As Sunday Roasts go, this is a really good one for entertaining because all the preparation is up front and everything cooks at the same time for the same amount of time. It also is full on in flavour.
Ingredients
Leg of lamb (allow 300g per person, although typically you are restricted by the size of whatever the shop has)
6 peeled cloves of garlic
10-12 sprigs of rosemary and/or thyme
Potatoes (we used Maris Piper) allow 2 per person
Onions allow 1 per person (red or white onions, depending on what is in your fridge)
100g of butter, chopped
400ml stock (vegetable, chicken, lamb or beef)
Sea salt and ground black pepper
Instructions
Preheat the oven to 180 degrees
Prepare the lamb
Rub some olive oil and chopped garlic over the lamb. With a small knife, make 6 incisions across the top of the lamb. Put a rosemary/thyme sprig in each of the others.
Prepare the potatoes
Slice the potatoes and onions as thinly as you can without involving your thumb. I use the slicing disc of my Kenwood kMix 894HB, a mandolin works. Layer it in a big, shallow ovenproof dish and put whatever rosemary/thyme sprigs in you have left (I used thyme in this one). Slosh over the stock, dot around the chopped butter and season with the black pepper and sea salt.
Put a wire rack on top of the dish with the potatoes on and put the lamb on the wire rack.
The idea is that rather than put butter/milk/fat into the potatoes, whatever drips down from the lamb adds flavour. Wrap the whole thing in foil, so that there are no gaps.
Put the whole thing in the oven for the following amount of time:
Pinkish - 20 minutes per lb of lamb (if you work in kg, 1 kg = 2.2lb)
Less pink - 30 minutes per lb lamb
Soup from the leftover potatoes
Additional ingredients
Lamb stock (simmered the bone with onions, carrots and stacks of rosemary)
500ml milk
150g dolcelatte (it was leftover from something else, any cheese with a bit of oomph would do, parmesan and/or gruyere for a bit of nuttiness would be nice)
Instructions
The leftover boulangere then became potato and cheese soup (using my kMix soap blender attachment naturally) - I poached the leftovers in milk to soften, added dolcelatte that was leftover from something else and then simmered with the lamb stock. (Note on that - lamb stock can be fatty, so chill after making and then the fat solidifies and you can get rid of it). No seasoning was required because the boulangere had been well-seasoned in the first place.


[Exercise goal] Pull every "path" line out of the data below.

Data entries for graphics
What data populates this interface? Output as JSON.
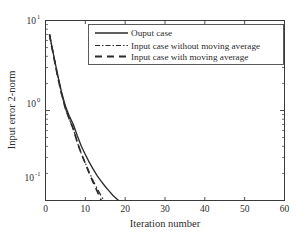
{
  "chart_data": {
    "type": "line",
    "title": "",
    "xlabel": "Iteration number",
    "ylabel": "Input error 2-norm",
    "xlim": [
      0,
      60
    ],
    "ylim": [
      0.1,
      10
    ],
    "yscale": "log",
    "xscale": "linear",
    "grid": false,
    "legend_position": "top-right",
    "xticks": [
      "0",
      "10",
      "20",
      "30",
      "40",
      "50",
      "60"
    ],
    "xtick_values": [
      0,
      10,
      20,
      30,
      40,
      50,
      60
    ],
    "yticks": [
      "10^-1",
      "10^0",
      "10^1"
    ],
    "ytick_values": [
      0.1,
      1,
      10
    ],
    "ytick_base": "10",
    "ytick_exponents": [
      "-1",
      "0",
      "1"
    ],
    "x": [
      1,
      2,
      3,
      4,
      5,
      6,
      7,
      8,
      9,
      10,
      11,
      12,
      13,
      14,
      15,
      16,
      17,
      18,
      19,
      20,
      21,
      22,
      23,
      24,
      25,
      26,
      27,
      28,
      29,
      30,
      31,
      32,
      33,
      34,
      35,
      36,
      37,
      38,
      39,
      40,
      41,
      42,
      43,
      44,
      45,
      46,
      47,
      48,
      49,
      50,
      51,
      52,
      53,
      54,
      55,
      56,
      57,
      58,
      59,
      60
    ],
    "series": [
      {
        "name": "Ouput case",
        "style": "solid",
        "color": "#2b2b2b",
        "values": [
          7.0,
          4.2,
          2.55,
          1.62,
          1.12,
          0.86,
          0.7,
          0.52,
          0.4,
          0.325,
          0.265,
          0.222,
          0.188,
          0.163,
          0.143,
          0.127,
          0.113,
          0.103,
          0.095,
          0.086,
          0.078,
          0.072,
          0.068,
          0.066,
          0.068,
          0.07,
          0.069,
          0.071,
          0.073,
          0.072,
          0.074,
          0.073,
          0.075,
          0.074,
          0.076,
          0.075,
          0.074,
          0.075,
          0.073,
          0.075,
          0.077,
          0.078,
          0.079,
          0.08,
          0.082,
          0.083,
          0.084,
          0.085,
          0.086,
          0.09,
          0.088,
          0.089,
          0.091,
          0.09,
          0.089,
          0.09,
          0.089,
          0.09,
          0.091,
          0.092
        ]
      },
      {
        "name": "Input case without moving average",
        "style": "dashdot",
        "color": "#2b2b2b",
        "values": [
          7.0,
          4.1,
          2.45,
          1.55,
          1.05,
          0.8,
          0.62,
          0.44,
          0.33,
          0.26,
          0.205,
          0.165,
          0.135,
          0.112,
          0.095,
          0.082,
          0.073,
          0.068,
          0.065,
          0.063,
          0.062,
          0.063,
          0.065,
          0.07,
          0.074,
          0.072,
          0.07,
          0.072,
          0.076,
          0.078,
          0.075,
          0.071,
          0.073,
          0.077,
          0.079,
          0.077,
          0.073,
          0.071,
          0.073,
          0.076,
          0.074,
          0.072,
          0.073,
          0.075,
          0.076,
          0.077,
          0.078,
          0.079,
          0.08,
          0.081,
          0.08,
          0.079,
          0.08,
          0.081,
          0.08,
          0.079,
          0.078,
          0.078,
          0.077,
          0.077
        ]
      },
      {
        "name": "Input case with moving average",
        "style": "dashed",
        "color": "#2b2b2b",
        "values": [
          7.0,
          4.1,
          2.45,
          1.55,
          1.05,
          0.8,
          0.62,
          0.44,
          0.33,
          0.258,
          0.2,
          0.158,
          0.126,
          0.1,
          0.08,
          0.063,
          0.058,
          0.056,
          0.055,
          0.054,
          0.054,
          0.053,
          0.053,
          0.053,
          0.052,
          0.052,
          0.052,
          0.052,
          0.052,
          0.052,
          0.052,
          0.052,
          0.052,
          0.052,
          0.052,
          0.052,
          0.052,
          0.052,
          0.053,
          0.053,
          0.053,
          0.053,
          0.053,
          0.053,
          0.053,
          0.054,
          0.054,
          0.054,
          0.054,
          0.054,
          0.054,
          0.054,
          0.055,
          0.055,
          0.055,
          0.055,
          0.055,
          0.056,
          0.056,
          0.056
        ]
      }
    ]
  },
  "legend": {
    "entries": [
      {
        "label": "Ouput case",
        "style": "solid"
      },
      {
        "label": "Input case without moving average",
        "style": "dashdot"
      },
      {
        "label": "Input case with moving average",
        "style": "dashed"
      }
    ]
  },
  "axes": {
    "xlabel": "Iteration number",
    "ylabel": "Input error 2-norm",
    "xticks": [
      "0",
      "10",
      "20",
      "30",
      "40",
      "50",
      "60"
    ],
    "ytick_base": "10",
    "ytick_exp_top": "1",
    "ytick_exp_mid": "0",
    "ytick_exp_bot": "-1"
  },
  "colors": {
    "line": "#2b2b2b",
    "axis": "#3a3a3a",
    "background": "#ffffff"
  }
}
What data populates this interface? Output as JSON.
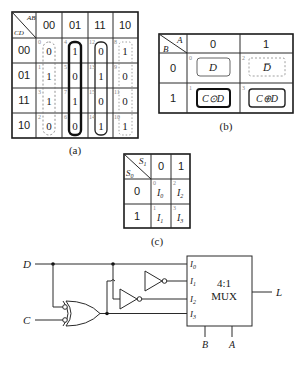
{
  "kmap_a": {
    "corner_top": "AB",
    "corner_bottom": "CD",
    "col_headers": [
      "00",
      "01",
      "11",
      "10"
    ],
    "row_headers": [
      "00",
      "01",
      "11",
      "10"
    ],
    "cells": [
      [
        {
          "idx": "0",
          "val": "0"
        },
        {
          "idx": "4",
          "val": "1"
        },
        {
          "idx": "12",
          "val": "0"
        },
        {
          "idx": "8",
          "val": "1"
        }
      ],
      [
        {
          "idx": "1",
          "val": "1"
        },
        {
          "idx": "5",
          "val": "0"
        },
        {
          "idx": "13",
          "val": "1"
        },
        {
          "idx": "9",
          "val": "0"
        }
      ],
      [
        {
          "idx": "3",
          "val": "1"
        },
        {
          "idx": "7",
          "val": "1"
        },
        {
          "idx": "15",
          "val": "0"
        },
        {
          "idx": "11",
          "val": "0"
        }
      ],
      [
        {
          "idx": "2",
          "val": "0"
        },
        {
          "idx": "6",
          "val": "0"
        },
        {
          "idx": "14",
          "val": "1"
        },
        {
          "idx": "10",
          "val": "1"
        }
      ]
    ],
    "caption": "(a)"
  },
  "kmap_b": {
    "corner_top": "A",
    "corner_bottom": "B",
    "col_headers": [
      "0",
      "1"
    ],
    "row_headers": [
      "0",
      "1"
    ],
    "cells": [
      [
        {
          "idx": "0",
          "val": "D"
        },
        {
          "idx": "2",
          "val": "D̅"
        }
      ],
      [
        {
          "idx": "1",
          "val": "C⊙D"
        },
        {
          "idx": "3",
          "val": "C⊕D"
        }
      ]
    ],
    "caption": "(b)"
  },
  "kmap_c": {
    "corner_top": "S1",
    "corner_bottom": "S0",
    "col_headers": [
      "0",
      "1"
    ],
    "row_headers": [
      "0",
      "1"
    ],
    "cells": [
      [
        {
          "idx": "0",
          "val": "I0"
        },
        {
          "idx": "2",
          "val": "I2"
        }
      ],
      [
        {
          "idx": "1",
          "val": "I1"
        },
        {
          "idx": "3",
          "val": "I3"
        }
      ]
    ],
    "caption": "(c)"
  },
  "circuit": {
    "inputs": {
      "d": "D",
      "c": "C"
    },
    "mux": {
      "title_line1": "4:1",
      "title_line2": "MUX",
      "input_labels": [
        "I0",
        "I1",
        "I2",
        "I3"
      ],
      "select_labels": [
        "B",
        "A"
      ],
      "output_label": "L"
    },
    "gates": [
      "XNOR (C, D)",
      "NOT (XNOR)",
      "NOT (D)"
    ]
  }
}
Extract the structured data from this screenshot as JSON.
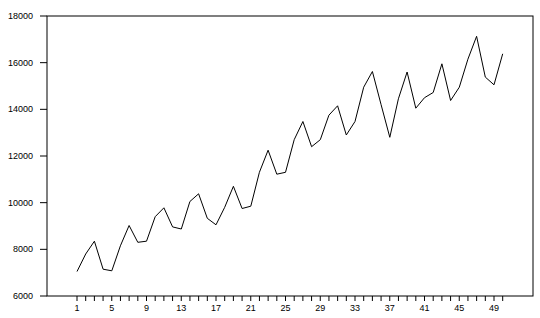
{
  "chart_data": {
    "type": "line",
    "title": "",
    "xlabel": "",
    "ylabel": "",
    "ylim": [
      6000,
      18000
    ],
    "xlim": [
      1,
      50
    ],
    "grid": false,
    "legend": null,
    "y_ticks": [
      6000,
      8000,
      10000,
      12000,
      14000,
      16000,
      18000
    ],
    "x_tick_labels": [
      1,
      5,
      9,
      13,
      17,
      21,
      25,
      29,
      33,
      37,
      41,
      45,
      49
    ],
    "x": [
      1,
      2,
      3,
      4,
      5,
      6,
      7,
      8,
      9,
      10,
      11,
      12,
      13,
      14,
      15,
      16,
      17,
      18,
      19,
      20,
      21,
      22,
      23,
      24,
      25,
      26,
      27,
      28,
      29,
      30,
      31,
      32,
      33,
      34,
      35,
      36,
      37,
      38,
      39,
      40,
      41,
      42,
      43,
      44,
      45,
      46,
      47,
      48,
      49,
      50
    ],
    "series": [
      {
        "name": "series1",
        "color": "#000000",
        "values": [
          7050,
          7800,
          8350,
          7150,
          7080,
          8150,
          9020,
          8300,
          8350,
          9400,
          9780,
          8960,
          8870,
          10050,
          10380,
          9330,
          9050,
          9800,
          10700,
          9750,
          9850,
          11300,
          12250,
          11220,
          11300,
          12700,
          13480,
          12400,
          12700,
          13750,
          14150,
          12900,
          13480,
          14950,
          15620,
          14200,
          12800,
          14450,
          15600,
          14050,
          14500,
          14720,
          15950,
          14380,
          14950,
          16150,
          17130,
          15380,
          15050,
          16380
        ]
      }
    ]
  }
}
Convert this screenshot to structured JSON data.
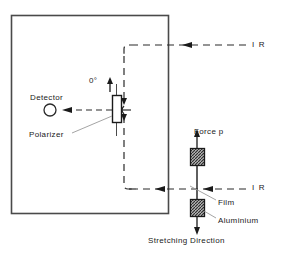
{
  "figure": {
    "colors": {
      "ink": "#1a1a1a",
      "frame": "#4a4a4a",
      "leader": "#8a8a8a",
      "background": "#ffffff",
      "clamp_fill": "#9a9a9a"
    }
  },
  "labels": {
    "detector": "Detector",
    "polarizer": "Polarizer",
    "angle_zero": "0°",
    "ir_top": "I R",
    "ir_bottom": "I R",
    "force": "Force  p",
    "film": "Film",
    "aluminium": "Aluminium",
    "stretching_direction": "Stretching Direction"
  },
  "geometry": {
    "enclosure": {
      "x": 11,
      "y": 15,
      "width": 157,
      "height": 198
    },
    "detector_circle": {
      "cx": 50,
      "cy": 110,
      "r": 6
    },
    "polarizer": {
      "x": 112,
      "y": 95,
      "width": 9,
      "height": 27
    },
    "sample_axis_x": 197,
    "clamp_upper": {
      "x": 190,
      "y": 148,
      "width": 14,
      "height": 17
    },
    "clamp_lower": {
      "x": 190,
      "y": 199,
      "width": 14,
      "height": 17
    },
    "beam_top_y": 45,
    "beam_bottom_y": 189,
    "beam_detector_y": 110,
    "beam_vertical_x": 131,
    "beam_right_x": 246
  }
}
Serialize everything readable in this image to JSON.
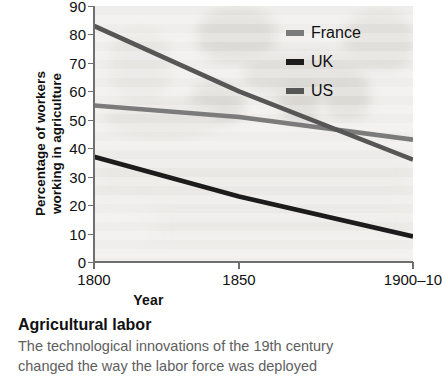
{
  "chart_data": {
    "type": "line",
    "title": "",
    "xlabel": "Year",
    "ylabel": "Percentage of workers working in agriculture",
    "ylabel_line1": "Percentage of workers",
    "ylabel_line2": "working in agriculture",
    "x": [
      1800,
      1850,
      1910
    ],
    "xticklabels": [
      "1800",
      "1850",
      "1900–10"
    ],
    "yticklabels": [
      "0",
      "10",
      "20",
      "30",
      "40",
      "50",
      "60",
      "70",
      "80",
      "90"
    ],
    "yticks": [
      0,
      10,
      20,
      30,
      40,
      50,
      60,
      70,
      80,
      90
    ],
    "xlim": [
      1800,
      1910
    ],
    "ylim": [
      0,
      90
    ],
    "grid": false,
    "legend_position": "top-right",
    "series": [
      {
        "name": "France",
        "color": "#7b7b7b",
        "values": [
          55,
          51,
          43
        ]
      },
      {
        "name": "UK",
        "color": "#1c1c1c",
        "values": [
          37,
          23,
          9
        ]
      },
      {
        "name": "US",
        "color": "#565656",
        "values": [
          83,
          60,
          36
        ]
      }
    ]
  },
  "legend": {
    "items": [
      {
        "label": "France",
        "color": "#7b7b7b"
      },
      {
        "label": "UK",
        "color": "#1c1c1c"
      },
      {
        "label": "US",
        "color": "#565656"
      }
    ]
  },
  "axes": {
    "x_title": "Year",
    "y_title_line1": "Percentage of workers",
    "y_title_line2": "working in agriculture",
    "x_tick_labels": [
      "1800",
      "1850",
      "1900–10"
    ],
    "y_tick_labels": [
      "90",
      "80",
      "70",
      "60",
      "50",
      "40",
      "30",
      "20",
      "10",
      "0"
    ]
  },
  "caption": {
    "title": "Agricultural labor",
    "body_line1": "The technological innovations of the 19th century",
    "body_line2": "changed the way the labor force was deployed"
  },
  "colors": {
    "plot_background": "#efeeec",
    "axis": "#6f6f6f",
    "text": "#111111",
    "caption_body": "#5e5e5e"
  }
}
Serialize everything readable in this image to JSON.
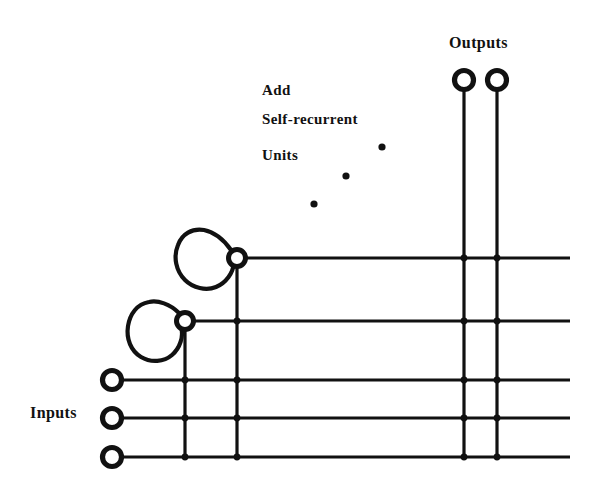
{
  "diagram": {
    "colors": {
      "ink": "#111111",
      "background": "#ffffff"
    },
    "labels": {
      "outputs": "Outputs",
      "inputs": "Inputs",
      "annotation_line1": "Add",
      "annotation_line2": "Self-recurrent",
      "annotation_line3": "Units"
    },
    "geometry": {
      "width": 600,
      "height": 481,
      "horizontal_lines": [
        {
          "name": "hidden-unit-2-row",
          "y": 258,
          "x1": 237,
          "x2": 570
        },
        {
          "name": "hidden-unit-1-row",
          "y": 321,
          "x1": 185,
          "x2": 570
        },
        {
          "name": "input-1-row",
          "y": 380,
          "x1": 112,
          "x2": 570
        },
        {
          "name": "input-2-row",
          "y": 418,
          "x1": 112,
          "x2": 570
        },
        {
          "name": "input-3-row",
          "y": 457,
          "x1": 112,
          "x2": 570
        }
      ],
      "vertical_lines": [
        {
          "name": "hidden-unit-1-column",
          "x": 185,
          "y1": 321,
          "y2": 457
        },
        {
          "name": "hidden-unit-2-column",
          "x": 237,
          "y1": 258,
          "y2": 457
        },
        {
          "name": "output-1-column",
          "x": 464,
          "y1": 80,
          "y2": 457
        },
        {
          "name": "output-2-column",
          "x": 497,
          "y1": 80,
          "y2": 457
        }
      ],
      "output_terminals": [
        {
          "name": "output-terminal-1",
          "cx": 464,
          "cy": 80,
          "r": 9.5
        },
        {
          "name": "output-terminal-2",
          "cx": 497,
          "cy": 80,
          "r": 9.5
        }
      ],
      "input_terminals": [
        {
          "name": "input-terminal-1",
          "cx": 112,
          "cy": 380,
          "r": 9.5
        },
        {
          "name": "input-terminal-2",
          "cx": 112,
          "cy": 418,
          "r": 9.5
        },
        {
          "name": "input-terminal-3",
          "cx": 112,
          "cy": 457,
          "r": 9.5
        }
      ],
      "recurrent_units": [
        {
          "name": "recurrent-unit-1",
          "cx": 185,
          "cy": 321,
          "r": 8.5
        },
        {
          "name": "recurrent-unit-2",
          "cx": 237,
          "cy": 258,
          "r": 8.5
        }
      ],
      "self_loops": [
        {
          "name": "self-loop-1",
          "path": "M 179 313 C 170 304 158 300 149 302 C 137 304 130 314 128 326 C 126 339 131 351 141 357 C 151 363 164 362 172 355 C 180 348 184 336 181 327 Z"
        },
        {
          "name": "self-loop-2",
          "path": "M 231 250 C 224 240 214 232 204 230 C 192 228 182 234 178 245 C 173 257 176 271 185 280 C 193 288 206 291 216 287 C 226 283 233 273 234 263 Z"
        }
      ],
      "ellipsis_dots": [
        {
          "name": "ellipsis-dot-1",
          "cx": 382,
          "cy": 147,
          "r": 3.6
        },
        {
          "name": "ellipsis-dot-2",
          "cx": 346,
          "cy": 176,
          "r": 3.6
        },
        {
          "name": "ellipsis-dot-3",
          "cx": 314,
          "cy": 204,
          "r": 3.6
        }
      ],
      "junctions": [
        {
          "name": "junction-u2col-r2",
          "cx": 237,
          "cy": 321
        },
        {
          "name": "junction-u1col-i1",
          "cx": 185,
          "cy": 380
        },
        {
          "name": "junction-u2col-i1",
          "cx": 237,
          "cy": 380
        },
        {
          "name": "junction-u1col-i2",
          "cx": 185,
          "cy": 418
        },
        {
          "name": "junction-u2col-i2",
          "cx": 237,
          "cy": 418
        },
        {
          "name": "junction-u1col-i3",
          "cx": 185,
          "cy": 457
        },
        {
          "name": "junction-u2col-i3",
          "cx": 237,
          "cy": 457
        },
        {
          "name": "junction-o1col-r1",
          "cx": 464,
          "cy": 258
        },
        {
          "name": "junction-o2col-r1",
          "cx": 497,
          "cy": 258
        },
        {
          "name": "junction-o1col-r2",
          "cx": 464,
          "cy": 321
        },
        {
          "name": "junction-o2col-r2",
          "cx": 497,
          "cy": 321
        },
        {
          "name": "junction-o1col-i1",
          "cx": 464,
          "cy": 380
        },
        {
          "name": "junction-o2col-i1",
          "cx": 497,
          "cy": 380
        },
        {
          "name": "junction-o1col-i2",
          "cx": 464,
          "cy": 418
        },
        {
          "name": "junction-o2col-i2",
          "cx": 497,
          "cy": 418
        },
        {
          "name": "junction-o1col-i3",
          "cx": 464,
          "cy": 457
        },
        {
          "name": "junction-o2col-i3",
          "cx": 497,
          "cy": 457
        }
      ],
      "text_positions": {
        "outputs": {
          "x": 449,
          "y": 48
        },
        "inputs": {
          "x": 30,
          "y": 418
        },
        "annotation_line1": {
          "x": 262,
          "y": 95
        },
        "annotation_line2": {
          "x": 262,
          "y": 124
        },
        "annotation_line3": {
          "x": 262,
          "y": 160
        }
      }
    }
  }
}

[Answer]
          "path": "M 179 313 C 170 304 158 300 149 302 C 137 304 130 314 128 326 C 126 339 131 351 141 357 C 151 363 164 362 172 355 C 180 348 184 336 181 327 Z"
          "path": "M 231 250 C 224 240 214 232 204 230 C 192 228 182 234 178 245 C 173 257 176 271 185 280 C 193 288 206 291 216 287 C 226 283 233 273 234 263 Z"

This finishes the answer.